All of this, he said, is part of Niscayah's plan to emphasize service revenue over installation, or “implementation,” revenue. He said the company categorizes its business in three areas. Implementation, which includes designing a system, understanding a customer's risk, project management, and the actual contracting work, is just one of those. The other two, systems management, “which was traditionally called service,” and systems operation, “what's called central station monitoring in the intrusion world,” are the other two.

He said the second two are where Niscayah will put their focus going forward. “What we need to do is stay close to the customer,” Guay said, “because they need someone with them for the next five to 10 years to get leverage out of the system, not only to take care of it, through proactive and reactive service strategies, but they need somebody to help them understand the whole flow of the system.”

“This is where the integrator market hasn't done as good of a job,” he continued. “They've just been focused on new things, instead of living with the customer. The manufacturers are really driving a lot of that. They need to sell product. They're creating end user demand. We as an industry need to rationalize the existing legacy system and help end users get more out of that.”

He said Niscayah would take new installations as they come, and would still be active in that market, but would also look to create relationships with customers who already have working systems but need a security company to help them maximize those systems' benefits. Along the way, it will help Niscayah discover new revenue streams, he said: “When you're in the implementation business, you're going after capital expenditures. When you're going through systems operations and services, you're going after operating dollars. When you have people focused on projects, they don't see those operating dollars being spent and they'll go somewhere else.”
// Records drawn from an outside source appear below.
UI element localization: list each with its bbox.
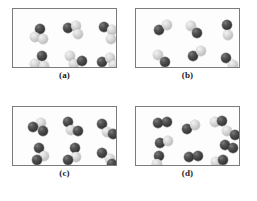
light-atom-sphere-icon [190, 120, 200, 130]
light-atom-sphere-icon [152, 159, 162, 166]
dark-atom-sphere-icon [38, 126, 48, 136]
dark-atom-sphere-icon [192, 28, 202, 38]
panel-box [12, 8, 117, 68]
dark-atom-sphere-icon [228, 143, 238, 153]
panel-label: (a) [12, 70, 117, 80]
dark-atom-sphere-icon [28, 122, 38, 132]
dark-atom-sphere-icon [107, 159, 117, 166]
light-atom-sphere-icon [162, 20, 172, 30]
panel-box [12, 106, 117, 166]
dark-atom-sphere-icon [77, 56, 87, 66]
dark-atom-sphere-icon [193, 151, 203, 161]
dark-atom-sphere-icon [63, 155, 73, 165]
light-atom-sphere-icon [73, 29, 83, 39]
panel-label: (c) [12, 168, 117, 178]
molecule-diagram-figure: (a)(b)(c)(d) [0, 0, 257, 201]
dark-atom-sphere-icon [162, 117, 172, 127]
light-atom-sphere-icon [38, 34, 48, 44]
panel-a: (a) [12, 8, 117, 84]
dark-atom-sphere-icon [217, 116, 227, 126]
panel-b: (b) [135, 8, 240, 84]
dark-atom-sphere-icon [218, 155, 228, 165]
panel-d: (d) [135, 106, 240, 182]
panel-box [135, 106, 240, 166]
dark-atom-sphere-icon [230, 130, 240, 140]
light-atom-sphere-icon [228, 60, 238, 68]
light-atom-sphere-icon [163, 136, 173, 146]
light-atom-sphere-icon [39, 61, 49, 68]
panel-label: (b) [135, 70, 240, 80]
panel-c: (c) [12, 106, 117, 182]
dark-atom-sphere-icon [160, 57, 170, 67]
panel-box [135, 8, 240, 68]
dark-atom-sphere-icon [108, 129, 117, 139]
light-atom-sphere-icon [109, 60, 117, 68]
light-atom-sphere-icon [106, 34, 116, 44]
light-atom-sphere-icon [223, 30, 233, 40]
dark-atom-sphere-icon [73, 126, 83, 136]
dark-atom-sphere-icon [222, 20, 232, 30]
light-atom-sphere-icon [196, 46, 206, 56]
panel-label: (d) [135, 168, 240, 178]
dark-atom-sphere-icon [32, 155, 42, 165]
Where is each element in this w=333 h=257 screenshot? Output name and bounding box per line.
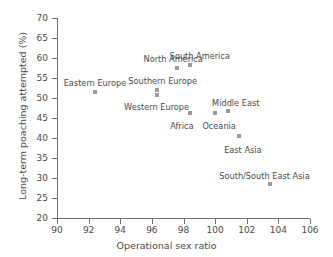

Currently, Niscayah's North American operations do about 25 percent of its revenues in service. Guay would like that to be closer to 40 percent. “We've changed the way people are compensated,” he noted, to emphasize service sales, and the company pays close attention to metrics like attachment rate: How many customers have a service plan?

Niscayah's acquisition plan for 2009 will emphasize these service contracts, Guay said. “We want to put our investments into the core strategy, the systems management and systems operation,” he said.

“Implementation comes and goes. If you focus on that, you'll just be selling boxes, and that's not the right attitude.”